Venezuela does not get more than 4,000 million access from the IMF because of the conflict over Maduro’s legitimacy

Venezuela is denied access to the International Monetary Fund (IMF) $ 5,000 million ($ 4,170 million) in Special Drawing Rights due to the dispute over Nicolás Maduro’s legitimacy as head of the Latin American country.

Under the Fund’s rules, Venezuela would be one of the main beneficiaries of IMF funds worth $ 650,000 million (more than EUR 540,000 million). The agency’s goal with these funds is to increase global liquidity, and to help emerging and low-income economies cope with the rising debt of the pandemic.

The IMF’s financial aid would equal 81% of the country’s current international reserves, which has been trapped in an economic recession for more than seven years.
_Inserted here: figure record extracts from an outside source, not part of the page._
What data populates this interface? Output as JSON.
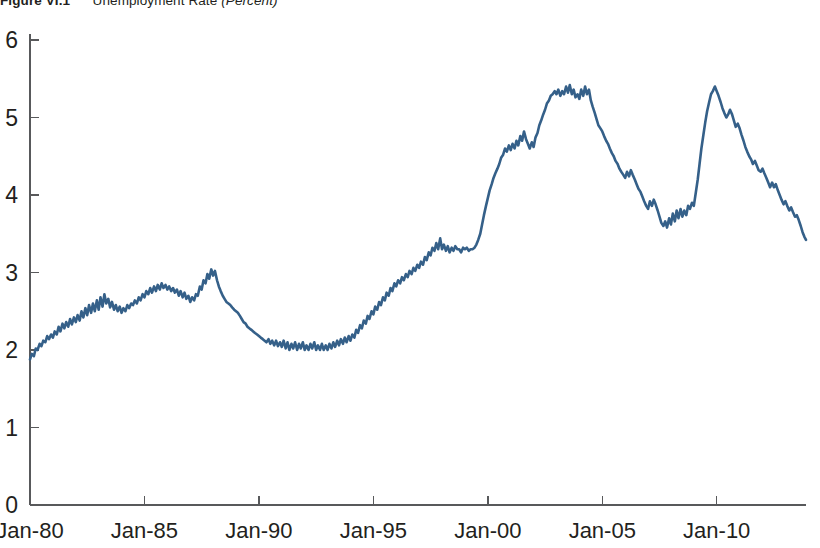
{
  "figure": {
    "number": "Figure VI.1",
    "caption_main": "Unemployment Rate",
    "caption_unit": "(Percent)"
  },
  "chart_data": {
    "type": "line",
    "title": "Unemployment Rate (Percent)",
    "xlabel": "",
    "ylabel": "",
    "ylim": [
      0,
      6
    ],
    "yticks": [
      0,
      1,
      2,
      3,
      4,
      5,
      6
    ],
    "ytick_labels": [
      "0",
      "1",
      "2",
      "3",
      "4",
      "5",
      "6"
    ],
    "xlim": [
      "Jan-80",
      "Dec-2013"
    ],
    "xticks": [
      "Jan-80",
      "Jan-85",
      "Jan-90",
      "Jan-95",
      "Jan-00",
      "Jan-05",
      "Jan-10"
    ],
    "xtick_labels": [
      "Jan-80",
      "Jan-85",
      "Jan-90",
      "Jan-95",
      "Jan-00",
      "Jan-05",
      "Jan-10"
    ],
    "grid": false,
    "legend": false,
    "line_color": "#356089",
    "axis_color": "#58595b",
    "x_start_year": 1980.0,
    "x_end_year": 2013.9,
    "series": [
      {
        "name": "Unemployment rate",
        "color": "#356089",
        "x": [
          1980.0,
          1980.08,
          1980.17,
          1980.25,
          1980.33,
          1980.42,
          1980.5,
          1980.58,
          1980.67,
          1980.75,
          1980.83,
          1980.92,
          1981.0,
          1981.08,
          1981.17,
          1981.25,
          1981.33,
          1981.42,
          1981.5,
          1981.58,
          1981.67,
          1981.75,
          1981.83,
          1981.92,
          1982.0,
          1982.08,
          1982.17,
          1982.25,
          1982.33,
          1982.42,
          1982.5,
          1982.58,
          1982.67,
          1982.75,
          1982.83,
          1982.92,
          1983.0,
          1983.08,
          1983.17,
          1983.25,
          1983.33,
          1983.42,
          1983.5,
          1983.58,
          1983.67,
          1983.75,
          1983.83,
          1983.92,
          1984.0,
          1984.08,
          1984.17,
          1984.25,
          1984.33,
          1984.42,
          1984.5,
          1984.58,
          1984.67,
          1984.75,
          1984.83,
          1984.92,
          1985.0,
          1985.08,
          1985.17,
          1985.25,
          1985.33,
          1985.42,
          1985.5,
          1985.58,
          1985.67,
          1985.75,
          1985.83,
          1985.92,
          1986.0,
          1986.08,
          1986.17,
          1986.25,
          1986.33,
          1986.42,
          1986.5,
          1986.58,
          1986.67,
          1986.75,
          1986.83,
          1986.92,
          1987.0,
          1987.08,
          1987.17,
          1987.25,
          1987.33,
          1987.42,
          1987.5,
          1987.58,
          1987.67,
          1987.75,
          1987.83,
          1987.92,
          1988.0,
          1988.08,
          1988.17,
          1988.25,
          1988.33,
          1988.42,
          1988.5,
          1988.58,
          1988.67,
          1988.75,
          1988.83,
          1988.92,
          1989.0,
          1989.08,
          1989.17,
          1989.25,
          1989.33,
          1989.42,
          1989.5,
          1989.58,
          1989.67,
          1989.75,
          1989.83,
          1989.92,
          1990.0,
          1990.08,
          1990.17,
          1990.25,
          1990.33,
          1990.42,
          1990.5,
          1990.58,
          1990.67,
          1990.75,
          1990.83,
          1990.92,
          1991.0,
          1991.08,
          1991.17,
          1991.25,
          1991.33,
          1991.42,
          1991.5,
          1991.58,
          1991.67,
          1991.75,
          1991.83,
          1991.92,
          1992.0,
          1992.08,
          1992.17,
          1992.25,
          1992.33,
          1992.42,
          1992.5,
          1992.58,
          1992.67,
          1992.75,
          1992.83,
          1992.92,
          1993.0,
          1993.08,
          1993.17,
          1993.25,
          1993.33,
          1993.42,
          1993.5,
          1993.58,
          1993.67,
          1993.75,
          1993.83,
          1993.92,
          1994.0,
          1994.08,
          1994.17,
          1994.25,
          1994.33,
          1994.42,
          1994.5,
          1994.58,
          1994.67,
          1994.75,
          1994.83,
          1994.92,
          1995.0,
          1995.08,
          1995.17,
          1995.25,
          1995.33,
          1995.42,
          1995.5,
          1995.58,
          1995.67,
          1995.75,
          1995.83,
          1995.92,
          1996.0,
          1996.08,
          1996.17,
          1996.25,
          1996.33,
          1996.42,
          1996.5,
          1996.58,
          1996.67,
          1996.75,
          1996.83,
          1996.92,
          1997.0,
          1997.08,
          1997.17,
          1997.25,
          1997.33,
          1997.42,
          1997.5,
          1997.58,
          1997.67,
          1997.75,
          1997.83,
          1997.92,
          1998.0,
          1998.08,
          1998.17,
          1998.25,
          1998.33,
          1998.42,
          1998.5,
          1998.58,
          1998.67,
          1998.75,
          1998.83,
          1998.92,
          1999.0,
          1999.08,
          1999.17,
          1999.25,
          1999.33,
          1999.42,
          1999.5,
          1999.58,
          1999.67,
          1999.75,
          1999.83,
          1999.92,
          2000.0,
          2000.08,
          2000.17,
          2000.25,
          2000.33,
          2000.42,
          2000.5,
          2000.58,
          2000.67,
          2000.75,
          2000.83,
          2000.92,
          2001.0,
          2001.08,
          2001.17,
          2001.25,
          2001.33,
          2001.42,
          2001.5,
          2001.58,
          2001.67,
          2001.75,
          2001.83,
          2001.92,
          2002.0,
          2002.08,
          2002.17,
          2002.25,
          2002.33,
          2002.42,
          2002.5,
          2002.58,
          2002.67,
          2002.75,
          2002.83,
          2002.92,
          2003.0,
          2003.08,
          2003.17,
          2003.25,
          2003.33,
          2003.42,
          2003.5,
          2003.58,
          2003.67,
          2003.75,
          2003.83,
          2003.92,
          2004.0,
          2004.08,
          2004.17,
          2004.25,
          2004.33,
          2004.42,
          2004.5,
          2004.58,
          2004.67,
          2004.75,
          2004.83,
          2004.92,
          2005.0,
          2005.08,
          2005.17,
          2005.25,
          2005.33,
          2005.42,
          2005.5,
          2005.58,
          2005.67,
          2005.75,
          2005.83,
          2005.92,
          2006.0,
          2006.08,
          2006.17,
          2006.25,
          2006.33,
          2006.42,
          2006.5,
          2006.58,
          2006.67,
          2006.75,
          2006.83,
          2006.92,
          2007.0,
          2007.08,
          2007.17,
          2007.25,
          2007.33,
          2007.42,
          2007.5,
          2007.58,
          2007.67,
          2007.75,
          2007.83,
          2007.92,
          2008.0,
          2008.08,
          2008.17,
          2008.25,
          2008.33,
          2008.42,
          2008.5,
          2008.58,
          2008.67,
          2008.75,
          2008.83,
          2008.92,
          2009.0,
          2009.08,
          2009.17,
          2009.25,
          2009.33,
          2009.42,
          2009.5,
          2009.58,
          2009.67,
          2009.75,
          2009.83,
          2009.92,
          2010.0,
          2010.08,
          2010.17,
          2010.25,
          2010.33,
          2010.42,
          2010.5,
          2010.58,
          2010.67,
          2010.75,
          2010.83,
          2010.92,
          2011.0,
          2011.08,
          2011.17,
          2011.25,
          2011.33,
          2011.42,
          2011.5,
          2011.58,
          2011.67,
          2011.75,
          2011.83,
          2011.92,
          2012.0,
          2012.08,
          2012.17,
          2012.25,
          2012.33,
          2012.42,
          2012.5,
          2012.58,
          2012.67,
          2012.75,
          2012.83,
          2012.92,
          2013.0,
          2013.08,
          2013.17,
          2013.25,
          2013.33,
          2013.42,
          2013.5,
          2013.58,
          2013.67,
          2013.75,
          2013.83,
          2013.9
        ],
        "y": [
          1.88,
          1.95,
          1.92,
          2.02,
          2.0,
          2.08,
          2.05,
          2.12,
          2.1,
          2.18,
          2.14,
          2.2,
          2.16,
          2.24,
          2.2,
          2.3,
          2.24,
          2.34,
          2.28,
          2.36,
          2.3,
          2.4,
          2.33,
          2.42,
          2.36,
          2.45,
          2.38,
          2.5,
          2.42,
          2.54,
          2.45,
          2.58,
          2.48,
          2.6,
          2.5,
          2.64,
          2.52,
          2.68,
          2.56,
          2.72,
          2.6,
          2.66,
          2.55,
          2.62,
          2.52,
          2.58,
          2.5,
          2.56,
          2.48,
          2.54,
          2.5,
          2.58,
          2.54,
          2.6,
          2.58,
          2.64,
          2.6,
          2.68,
          2.64,
          2.72,
          2.68,
          2.76,
          2.72,
          2.8,
          2.74,
          2.82,
          2.76,
          2.84,
          2.78,
          2.86,
          2.8,
          2.84,
          2.78,
          2.82,
          2.76,
          2.8,
          2.74,
          2.78,
          2.7,
          2.76,
          2.68,
          2.74,
          2.66,
          2.7,
          2.62,
          2.68,
          2.64,
          2.72,
          2.7,
          2.82,
          2.78,
          2.9,
          2.86,
          2.98,
          2.92,
          3.04,
          2.96,
          3.02,
          2.9,
          2.82,
          2.76,
          2.7,
          2.66,
          2.62,
          2.6,
          2.58,
          2.55,
          2.52,
          2.5,
          2.48,
          2.44,
          2.4,
          2.36,
          2.34,
          2.3,
          2.28,
          2.26,
          2.24,
          2.22,
          2.2,
          2.18,
          2.16,
          2.14,
          2.12,
          2.1,
          2.14,
          2.08,
          2.12,
          2.06,
          2.12,
          2.05,
          2.1,
          2.04,
          2.12,
          2.02,
          2.1,
          2.0,
          2.08,
          2.02,
          2.1,
          2.0,
          2.08,
          2.02,
          2.1,
          2.0,
          2.06,
          2.0,
          2.08,
          2.02,
          2.1,
          2.0,
          2.06,
          2.0,
          2.08,
          2.0,
          2.06,
          2.0,
          2.08,
          2.02,
          2.1,
          2.04,
          2.12,
          2.06,
          2.14,
          2.08,
          2.16,
          2.1,
          2.18,
          2.12,
          2.2,
          2.16,
          2.26,
          2.22,
          2.32,
          2.28,
          2.38,
          2.34,
          2.44,
          2.4,
          2.5,
          2.46,
          2.56,
          2.52,
          2.62,
          2.58,
          2.68,
          2.64,
          2.74,
          2.7,
          2.8,
          2.76,
          2.86,
          2.82,
          2.9,
          2.86,
          2.94,
          2.9,
          2.98,
          2.94,
          3.02,
          2.98,
          3.06,
          3.02,
          3.1,
          3.06,
          3.14,
          3.1,
          3.2,
          3.16,
          3.26,
          3.22,
          3.32,
          3.28,
          3.38,
          3.3,
          3.44,
          3.3,
          3.36,
          3.28,
          3.34,
          3.26,
          3.32,
          3.28,
          3.34,
          3.3,
          3.3,
          3.26,
          3.32,
          3.3,
          3.32,
          3.28,
          3.3,
          3.3,
          3.32,
          3.36,
          3.42,
          3.5,
          3.62,
          3.74,
          3.86,
          3.96,
          4.06,
          4.14,
          4.22,
          4.28,
          4.34,
          4.4,
          4.48,
          4.52,
          4.6,
          4.56,
          4.64,
          4.58,
          4.66,
          4.6,
          4.7,
          4.64,
          4.76,
          4.7,
          4.82,
          4.72,
          4.66,
          4.6,
          4.68,
          4.62,
          4.74,
          4.8,
          4.9,
          4.96,
          5.04,
          5.1,
          5.18,
          5.22,
          5.28,
          5.3,
          5.34,
          5.3,
          5.36,
          5.28,
          5.34,
          5.3,
          5.4,
          5.32,
          5.42,
          5.3,
          5.36,
          5.26,
          5.3,
          5.24,
          5.36,
          5.28,
          5.4,
          5.3,
          5.36,
          5.22,
          5.14,
          5.06,
          4.98,
          4.9,
          4.86,
          4.82,
          4.76,
          4.7,
          4.66,
          4.6,
          4.54,
          4.5,
          4.44,
          4.4,
          4.34,
          4.3,
          4.26,
          4.22,
          4.3,
          4.24,
          4.32,
          4.26,
          4.2,
          4.14,
          4.08,
          4.04,
          3.98,
          3.92,
          3.86,
          3.82,
          3.92,
          3.86,
          3.94,
          3.88,
          3.8,
          3.72,
          3.64,
          3.6,
          3.66,
          3.58,
          3.7,
          3.62,
          3.76,
          3.66,
          3.8,
          3.7,
          3.82,
          3.72,
          3.8,
          3.74,
          3.86,
          3.82,
          3.9,
          3.86,
          4.02,
          4.2,
          4.4,
          4.6,
          4.78,
          4.94,
          5.08,
          5.2,
          5.3,
          5.34,
          5.4,
          5.34,
          5.28,
          5.2,
          5.12,
          5.06,
          5.0,
          5.04,
          5.1,
          5.04,
          4.96,
          4.88,
          4.92,
          4.86,
          4.78,
          4.7,
          4.62,
          4.56,
          4.5,
          4.46,
          4.4,
          4.44,
          4.38,
          4.32,
          4.3,
          4.34,
          4.28,
          4.22,
          4.16,
          4.1,
          4.16,
          4.1,
          4.14,
          4.06,
          4.0,
          3.94,
          3.88,
          3.92,
          3.86,
          3.8,
          3.84,
          3.78,
          3.72,
          3.74,
          3.68,
          3.6,
          3.52,
          3.46,
          3.42
        ]
      }
    ]
  }
}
However, Venezuela will not be able to access these resources, which most countries will receive through their central banks if approved by the Fund, as more than 50 countries (including the United States) consider the leader of the opposition, Juan Guaidó, to be legitimate. consider. leader of the country since 2018.

“The ongoing political crisis in Venezuela has led to a lack of clarity in the international community, as evidenced by the IMF membership, about the official recognition of the government,” said IMF spokesman Gerry Rice in an interview with Bloomberg, confirming. that the Latin state will not have access to the special drawing rights “until a government is recognized”.

This decision marks another setback for Maduro’s government, which is isolated from a global financial network due to US sanctions.

Conflicts in the relationship between Venezuela and the IMF go back to at least 14 years, when the late former president Hugo Chávez pledged to cut ties with the Washington organization because, in his view, it only served US interests.

This lack of relationship between the two parties has resulted in the body not conducting an Article IV evaluation of the Venezuelan economy under Article IV for 14 years, leading many economists at the Washington-based institution to ‘blind’ the macro- the country’s economic forecasts. .

Reserves for special drawing rights in Venezuela were only $ 12.5 million (€ 10.4 million) last month, a figure much lower than the $ 3.6 billion (€ 3,000 million) recorded in 2009 as a result of global financial crisis, according to IMF data.

Currently, more than two-thirds of Venezuela’s international reserves are in gold. The country faces difficulties in obtaining resources through the sale of precious metal, both because of the United States’ sanctions and the conflict over recognition of the country’s legitimate leader.